Bromination of an alkene via radical mechanism (using NBS) at an allylic position is highly favored. A student argues this is because the allylic carbon 'alternates rapidly between the two resonance structures.' What is the correct explanation?
AThe student is correct: the intermediate rapidly interconverts between two structures, trapping bromine at either carbon
BThe allylic radical is a single species with electron density delocalized simultaneously across both carbons — a resonance hybrid lower in energy than either individual structure
CRadical reactions are inherently non-selective, so allylic positions are not especially preferred
DThe allylic position is preferred purely due to steric effects, not resonance stabilization
The most common resonance misconception is treating resonance structures as equilibrating species. The allylic radical is one real molecule whose electron density is spread across both carbons simultaneously — a hybrid lower in energy than either resonance structure alone. This delocalization thermodynamically stabilizes the intermediate, lowering the activation energy to form it. The radical does not 'bounce' between structures; it is a single entity with partial radical character at both allylic carbons.
Question 2 Multiple Choice
A benzylic primary substrate undergoes SN1 reaction readily, while a simple primary alkyl substrate under the same conditions does not. What accounts for this reactivity difference?
ABenzene rings are electron-withdrawing, destabilizing the nearby carbocation and forcing an alternative mechanism
BBenzylic carbocations can delocalize positive charge into the aromatic ring (ortho and para positions), providing resonance stabilization unavailable to primary alkyl carbocations
CThe phenyl group provides steric bulk that prevents backside attack, making SN2 impossible and SN1 the only available path
DPrimary benzylic substrates react via radical mechanisms, not SN1
A benzylic carbocation can delocalize positive charge across the aromatic ring — resonance structures with charge at the ortho and para positions provide four or more resonance contributors. This extensive delocalization dramatically lowers the energy of the intermediate. A simple primary carbocation has no such stabilization, making it essentially too unstable to form in SN1. In SN1 reactions, feasibility depends on carbocation formation, so any feature that stabilizes the carbocation dramatically accelerates the reaction.
Question 3 True / False
A molecule described by two resonance structures of equal energy is more stable than a molecule described by two resonance structures of unequal energy.
TTrue
FFalse
Answer: True
When resonance contributors are equivalent (equal energy), electron delocalization is maximized and stabilization is greatest — this is why benzene is exceptionally stable (six equivalent contributors). When contributors are unequal in energy, the hybrid resembles the lower-energy structure more closely, and the stabilization gained from delocalization is reduced.
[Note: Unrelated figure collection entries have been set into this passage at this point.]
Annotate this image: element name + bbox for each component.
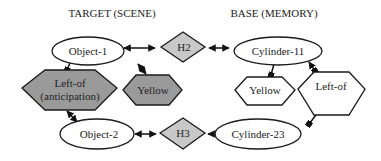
node-object-1: Object-1 (52, 37, 124, 65)
edge-leftof-object2 (67, 111, 77, 122)
analogy-mapping-diagram: TARGET (SCENE) BASE (MEMORY) Object-1 H2 (0, 0, 381, 161)
node-label-line2: (anticipation) (40, 90, 100, 103)
node-label: Yellow (137, 84, 168, 96)
node-label: Yellow (249, 84, 280, 96)
edge-leftof-cylinder23 (309, 115, 316, 124)
edge-object1-leftof (67, 63, 70, 70)
node-label: Cylinder-23 (232, 128, 285, 140)
base-memory-title: BASE (MEMORY) (230, 7, 317, 20)
node-yellow-base: Yellow (235, 77, 295, 105)
node-left-of-anticipation: Left-of (anticipation) (22, 70, 117, 110)
node-cylinder-11: Cylinder-11 (234, 37, 322, 65)
node-label-line1: Left-of (54, 77, 85, 89)
node-label: Left-of (315, 80, 346, 92)
target-scene-title: TARGET (SCENE) (68, 7, 156, 20)
node-cylinder-23: Cylinder-23 (215, 119, 301, 149)
node-label: Cylinder-11 (252, 45, 305, 57)
node-yellow-target: Yellow (123, 75, 182, 105)
node-label: Object-1 (69, 45, 107, 57)
node-h3: H3 (160, 118, 205, 149)
hexagon-shape (298, 72, 365, 115)
node-label: H3 (176, 127, 190, 139)
node-h2: H2 (161, 32, 205, 62)
node-object-2: Object-2 (60, 119, 134, 149)
node-label: Object-2 (80, 128, 118, 140)
node-left-of-base: Left-of (298, 72, 365, 115)
edge-object1-yellow (138, 64, 146, 74)
edge-cylinder11-leftof (309, 62, 315, 71)
node-label: H2 (177, 41, 190, 53)
edge-cylinder11-yellow (271, 64, 274, 75)
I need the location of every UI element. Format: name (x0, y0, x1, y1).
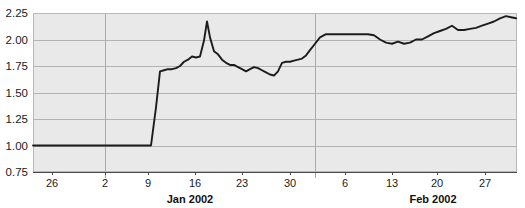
month-labels: Jan 2002Feb 2002 (167, 193, 457, 205)
x-tick-label-9: 27 (479, 177, 491, 189)
month-label-1: Feb 2002 (409, 193, 456, 205)
y-tick-label-0: 0.75 (6, 166, 28, 178)
y-tick-label-2: 1.25 (6, 113, 28, 125)
y-tick-label-1: 1.00 (6, 140, 28, 152)
month-label-0: Jan 2002 (167, 193, 213, 205)
x-axis-ticks: 26291623306132027 (46, 172, 491, 189)
x-tick-label-1: 2 (102, 177, 108, 189)
y-tick-label-3: 1.50 (6, 87, 28, 99)
x-tick-label-4: 23 (236, 177, 248, 189)
chart-canvas: 0.751.001.251.501.752.002.25262916233061… (0, 0, 525, 208)
x-tick-label-6: 6 (342, 177, 348, 189)
x-tick-label-2: 9 (145, 177, 151, 189)
y-axis-labels: 0.751.001.251.501.752.002.25 (6, 7, 28, 178)
y-tick-label-6: 2.25 (6, 7, 28, 19)
x-tick-label-0: 26 (46, 177, 58, 189)
x-tick-label-5: 30 (284, 177, 296, 189)
line-chart: 0.751.001.251.501.752.002.25262916233061… (0, 0, 525, 208)
x-tick-label-8: 20 (431, 177, 443, 189)
y-tick-label-5: 2.00 (6, 34, 28, 46)
x-tick-label-3: 16 (189, 177, 201, 189)
y-tick-label-4: 1.75 (6, 60, 28, 72)
x-tick-label-7: 13 (386, 177, 398, 189)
The closer in energy the contributors, the more equal their contribution to the hybrid, and the greater the resonance stabilization.
Question 4 True / False
More resonance structures can generally be drawn for a more stable molecule — so counting resonance structures is a reliable measure of stability.
TTrue
FFalse
Answer: False
While more equivalent, low-energy resonance contributors do increase stability, not all drawable resonance structures contribute meaningfully. High-energy structures — those with adjacent like charges, broken octets on electronegative atoms, or formal charge violations — contribute very little to the hybrid and provide almost no stabilization. You can draw many technically valid but energetically unfavorable resonance structures, inflating the apparent count without reflecting real stabilization. Quality of contributors matters, not raw quantity.
Question 5 Short Answer
What is a resonance hybrid, and why does the concept of resonance matter for predicting where a reaction intermediate will form in a molecule?
Think about your answer, then reveal below.
Model answer: A resonance hybrid is the actual electronic structure of a molecule — a single species with electron density distributed continuously across multiple atoms, not a mixture of alternating structures. The contributing resonance structures are bookkeeping tools showing which atoms share the electron density. For reaction intermediates, the position that can form the most stable hybrid — where the charge, radical, or empty orbital can be delocalized across the most atoms via low-energy contributors — is where the intermediate forms preferentially. This governs regioselectivity: reactions proceed through allylic or benzylic positions because those intermediates are resonance-stabilized hybrids lower in energy than their non-delocalized counterparts.
The practical import is that whenever you see a reaction site adjacent to a π system (double bond or aromatic ring), ask: would the intermediate at this position be resonance-stabilized? If yes, and if a competing non-stabilized pathway exists, the stabilized pathway dominates. This is why Markovnikov addition, NBS bromination, and SN1 at benzylic positions all follow from the same underlying principle.